Monday is payday for Chrysler, GM

December 28, 2008 The U.S. Treasury is expected to transfer $9.3 billion to General Motors and $4 billion to Chrysler, but Mark Zandi, chief economist with Moody's Economy.com, predicts that over the next few years taxpayers will pay a total of $75-$125 billion to keep the Big Three out of bankruptcy.

"The bailout will likely cost $100 billion or more before we're through," University of Maryland economist Peter Morici told ABC News, adding that much of that money, technically loans, might never be paid back.

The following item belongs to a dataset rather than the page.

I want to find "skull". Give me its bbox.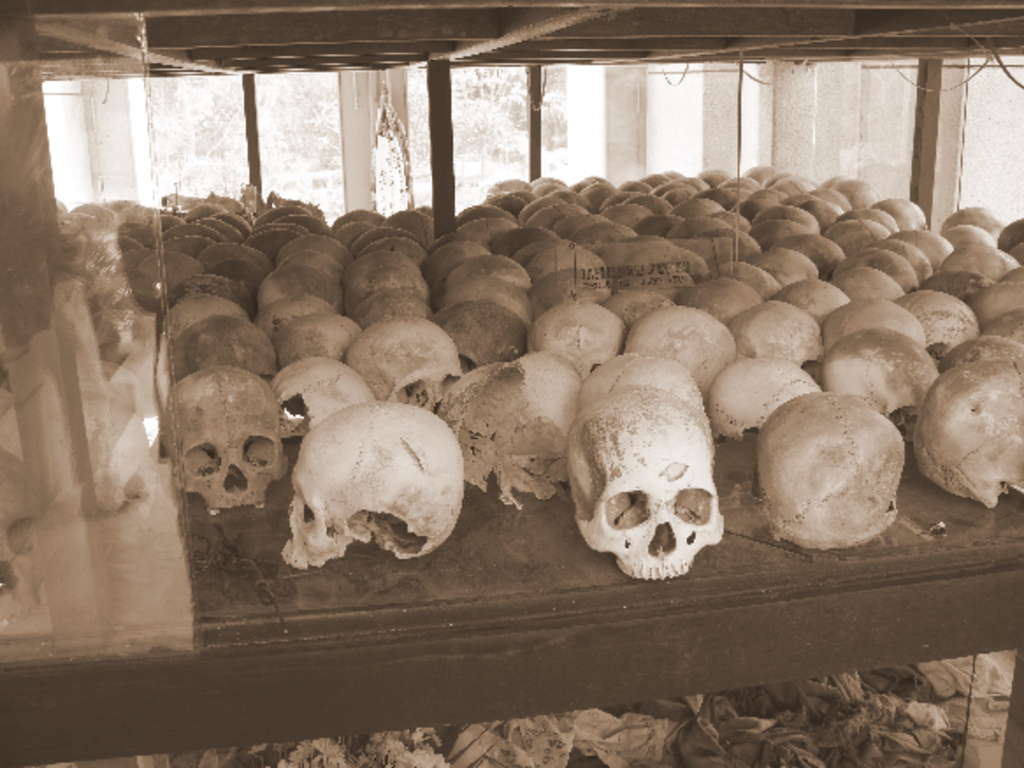
(520,253,602,279).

The automakers are stalled in launching the restructuring the Bush administration wants. G.M. has put off negotiations with creditors until Jan. 5. And the United Auto Workers Union doesn't want to go along with the wage and benefit cuts the bailout agreement calls for, in hopes that the Obama administration will drop a target in the bailout that calls for the Big Three to make wages competitive with transplanted Japanese carmakers operating in southern states. The initial installment of funds is not expected to carry GM past February.

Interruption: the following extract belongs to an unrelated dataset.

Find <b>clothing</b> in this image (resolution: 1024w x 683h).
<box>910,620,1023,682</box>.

Analysts say it's not a question of whether they'll be back to ask for more money -- but when.

"Given the depressed state of the auto market, General Motors and Chrysler will certainly be back again for more aid," Morici said. "It's just a matter of time."

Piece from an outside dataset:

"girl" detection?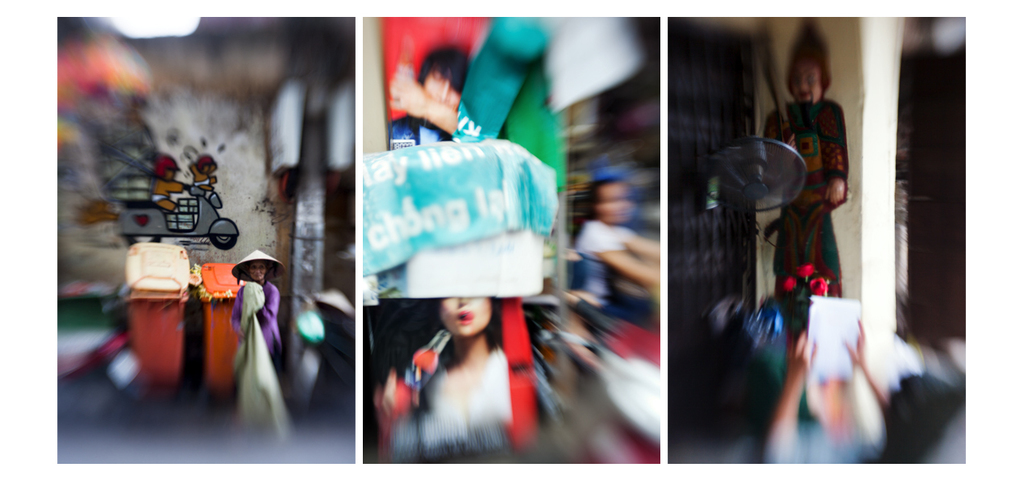
box(229, 258, 284, 445)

With more than a million jobs at stake, economists say Congress, the Bush administration and later the Obama administration will likely do what new car buyers do: complain about the price, and then pay it.

But first, Congress would have to overcome a bad case of bailout fatigue after the first half of the $700 billion financial industry rescue, as Sen. Sherrod Brown, D-Ohio, told ABC's "This Week With George Stephanopoulos" on Sunday.

"The money has not been accounted for. It made the auto situation much more difficult, because people -- it really poisoned the well for government involvement," Brown said.

Bailout fatigue or not, conditions are ripe for the automakers to garner more loans. President-elect Barack Obama, and a larger Democratic majority in Congress, were elected in no small part with the support of union workers, who will undoubtedly remind them after the new president enters the Oval Office Jan. 20.